Table of Contents

  • It is fifty years since the Treaty of Rome was signed. The treaty created the European Economic Community, set the goal of ever closer union among the peoples of Europe and laid down the “four freedoms” where goods, services, people and capital could move freely among the member countries. The results have been impressive. It has brought prosperity, the single market for goods among 500 million consumers works fairly well, and there has been good progress in reshaping network industries and financial markets. The union has grown from 6 to 27 countries, 13 of which now share a single currency. The European Union (EU) now has a larger GDP than the United States, it is the world’s biggest exporter, and European companies are among the global leaders in most industries.

  • This chapter reviews the key challenges for the European Union. The main requirements are product and labour market reforms to boost growth and employment. Like all developed economies, Europe faces the longer term challenges of globalisation and population ageing. Europe as a whole has done well out of globalisation but some regions have struggled to adapt, and they need to boost their adjustment capacity and innovation levels. The roles of the EU include strengthening the single market, encouraging stronger competition across Europe and living up to global responsibilities such as trade reform and addressing climate change.

  • This chapter reviews the internal market. It puts particular emphasis on the services sector, which is the main area where further progress is necessary, and discusses the potential impact that the services directive might have. It also reviews network industries, including energy, telecommunications and ports. Electricity and gas liberalisation is needed to create stronger competition and more integrated markets.

  • This chapter discusses unfinished business in financial markets. The main challenges include greater integration of retail banking, deeper corporate finance markets and stronger financial surveillance. The chapter discusses the role that can be played by the Financial Services Action Plan, mortgage market reform, the Single Euro Payments Area (SEPA), the MiFID, mutual funds and banking supervision.

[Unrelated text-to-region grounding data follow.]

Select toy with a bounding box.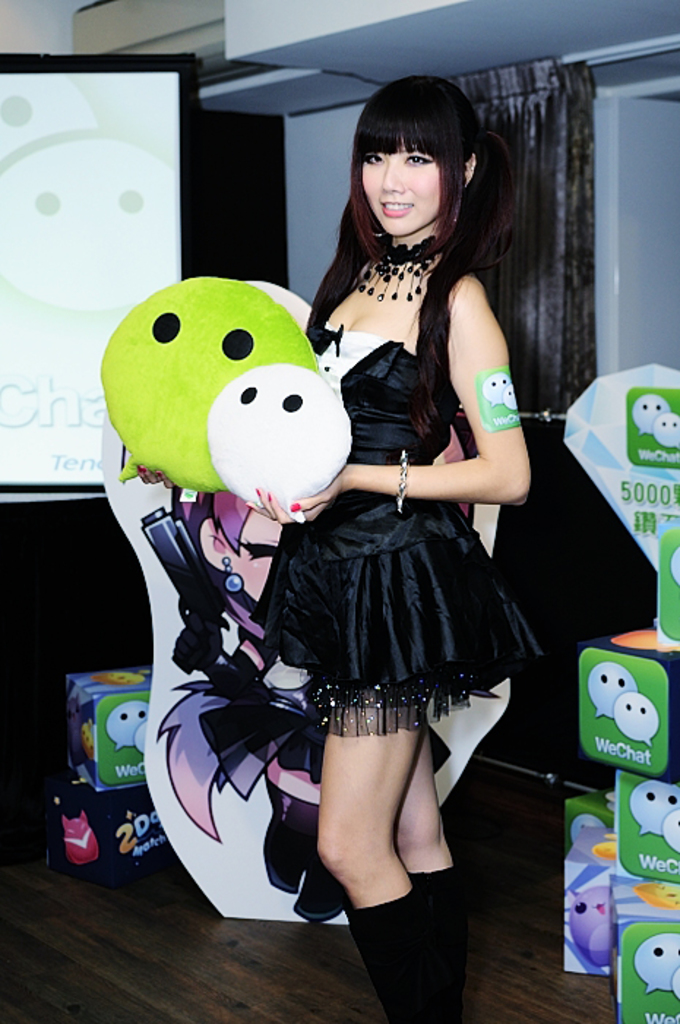
107,274,383,569.
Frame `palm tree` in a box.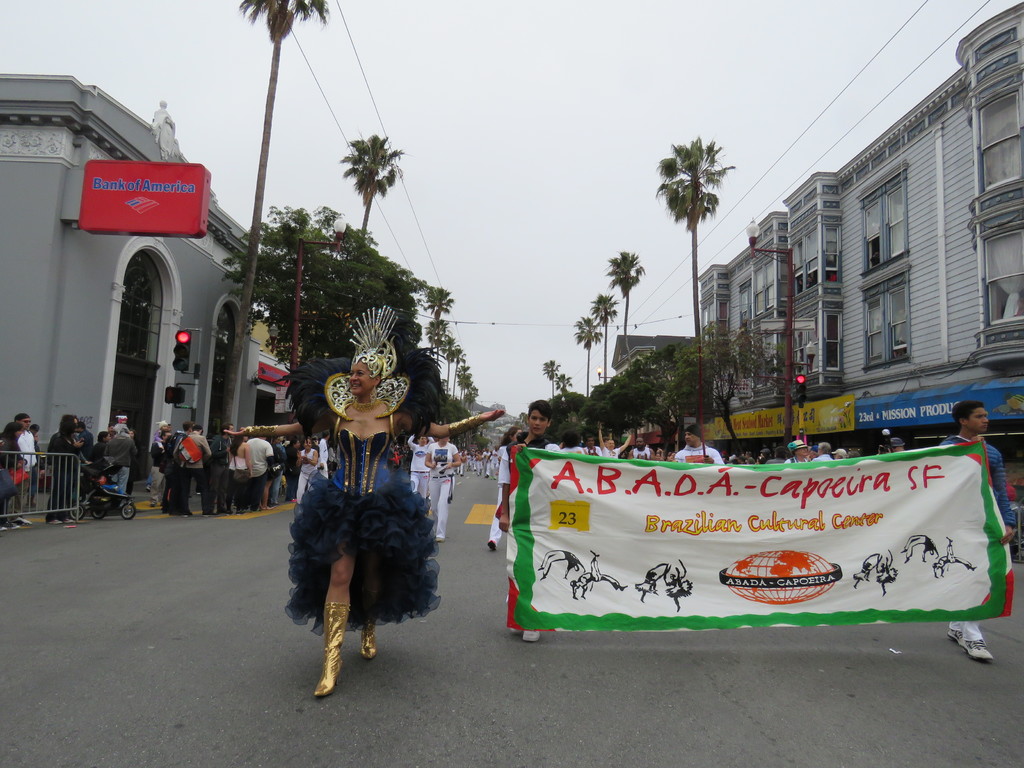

  • The Commission has put considerable emphasis on its Better Regulation agenda over the past few years. This chapter first provides an overview of law-making at the community level. It then reviews the Union’s regulatory approach and makes some recommendations for improving the framework further.

  • This chapter discusses competition policy reform. It reviews leniency programmes, individual and criminal sanctions, abuse of dominance and state aid reform.

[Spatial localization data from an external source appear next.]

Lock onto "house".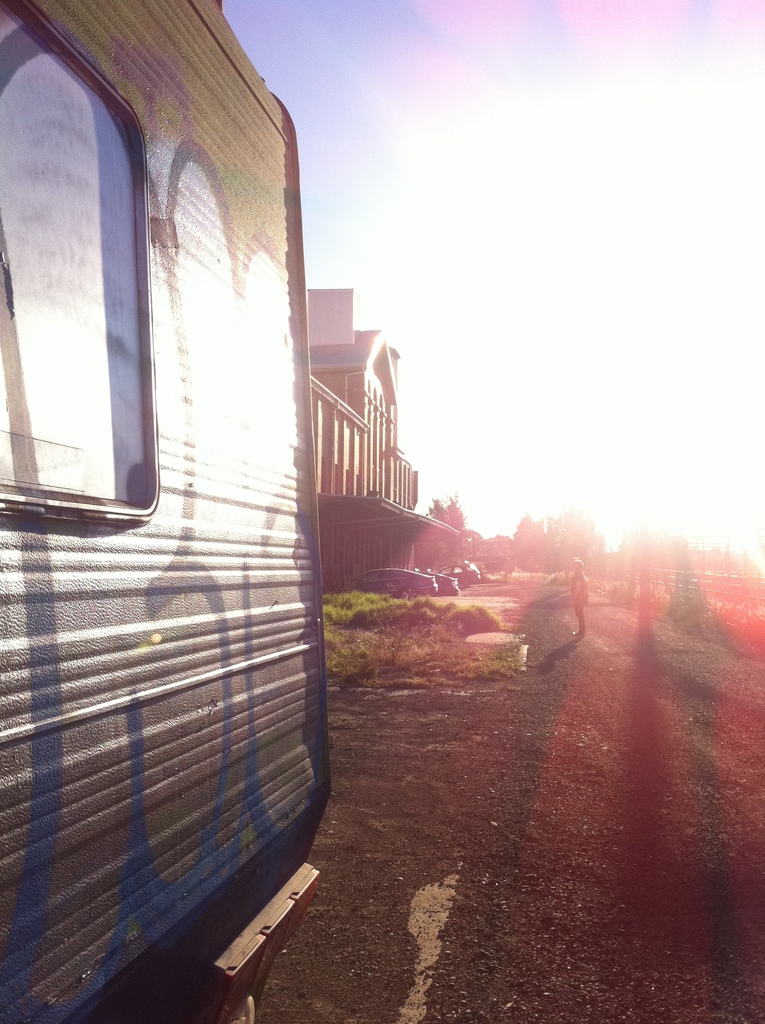
Locked: bbox(302, 285, 464, 579).
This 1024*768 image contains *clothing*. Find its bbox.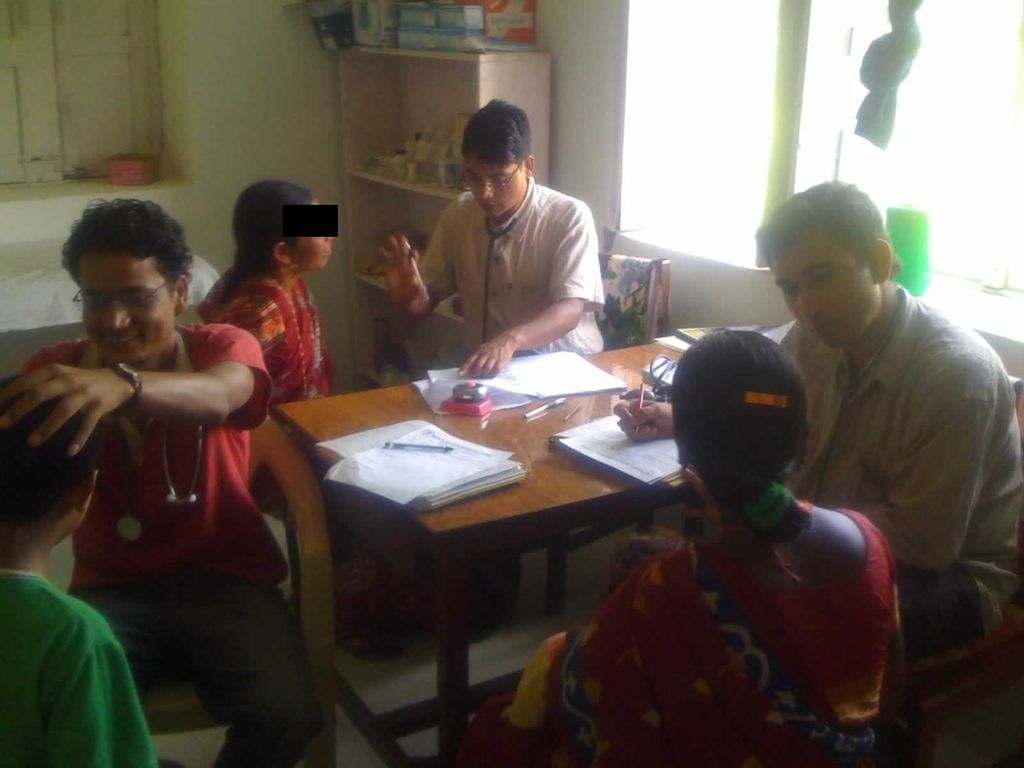
[left=323, top=409, right=541, bottom=644].
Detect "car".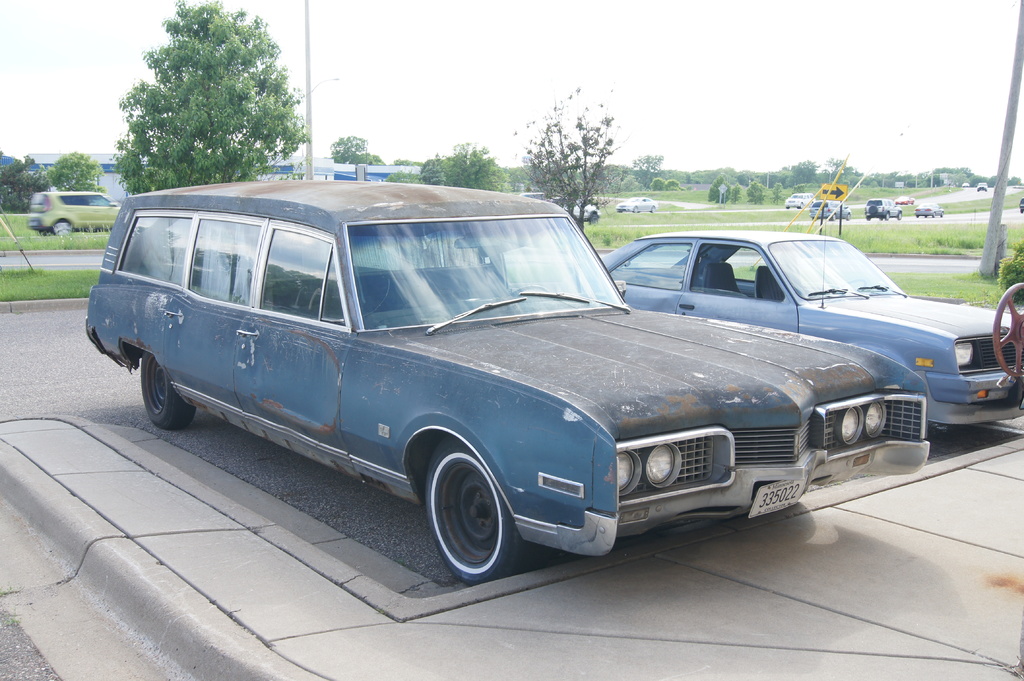
Detected at <box>976,182,988,190</box>.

  • EU policies will have a decisive influence on developments in world trade. The EU is the world’s leading exporter and second-leading importer of goods, and the biggest trader of commercial services. Along with the other major trading blocs, decisions by the EU will have a major influence on whether the multilateral approach to world trade will continue to dominate or whether trade arrangements splinter into regional and bilateral agreements. Agricultural policies in particular will influence whether the Doha round can be concluded successfully, where success is measured by major cuts in trade-distorting domestic subsidies, the elimination of all forms of export subsidies and better market access worldwide. Concerning other trade issues, EU tariffs on manufactured products are relatively low except for certain processed food products, but its complex web of preferential trade deals makes access more difficult for those left out. In services, there is little discrimination against foreigners – except in the professions – but anything that undercuts the internal market for services also hampers provision from outside the EU.

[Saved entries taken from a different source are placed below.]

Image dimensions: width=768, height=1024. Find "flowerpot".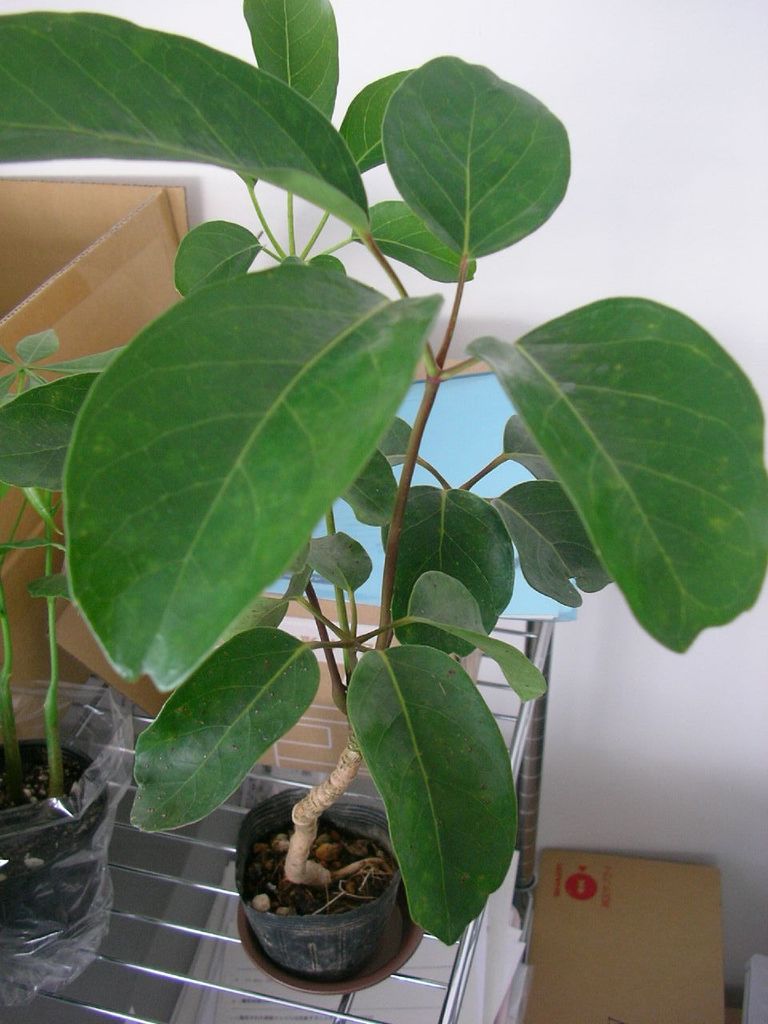
{"left": 237, "top": 805, "right": 412, "bottom": 978}.
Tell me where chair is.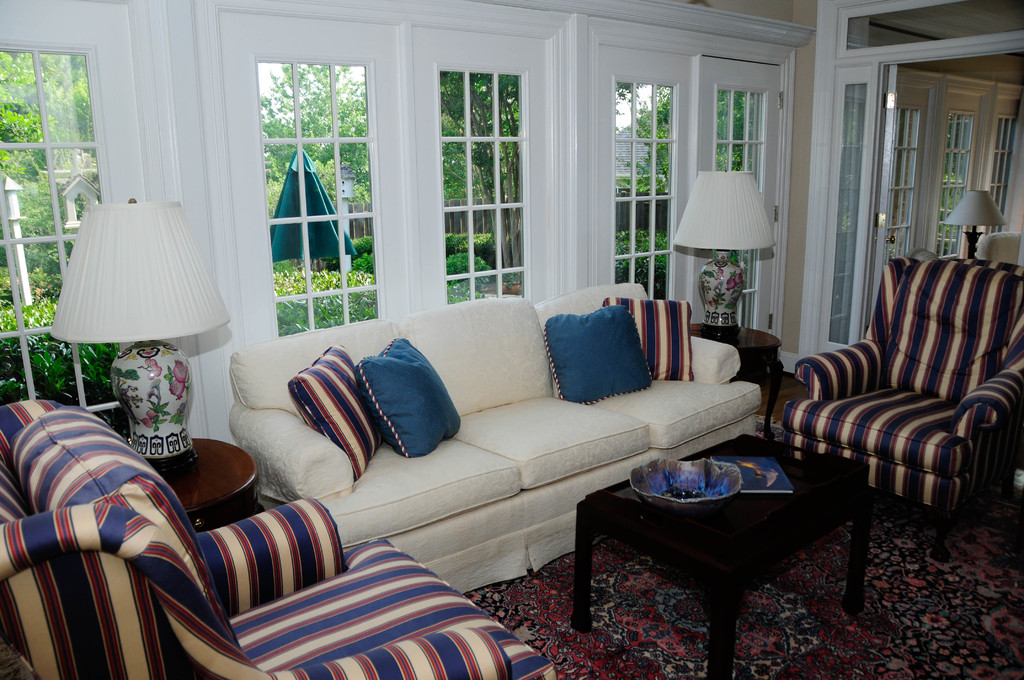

  • Successive rounds of enlargement have given an increasingly important role to the Union’s regional cohesion policy and its ambitious aim of reducing regional income disparities. This chapter offers policy options to raise the impact of cohesion policy.

  • The free movement of persons is a key objective of the European Union as it can foster the sense of European citizenship and enhance the working of the EU economy. This chapter reviews recent trends in labour mobility in the Union with a special focus on migration from the new member states. It then discusses how policy reforms can help to lower barriers to labour mobility between EU countries.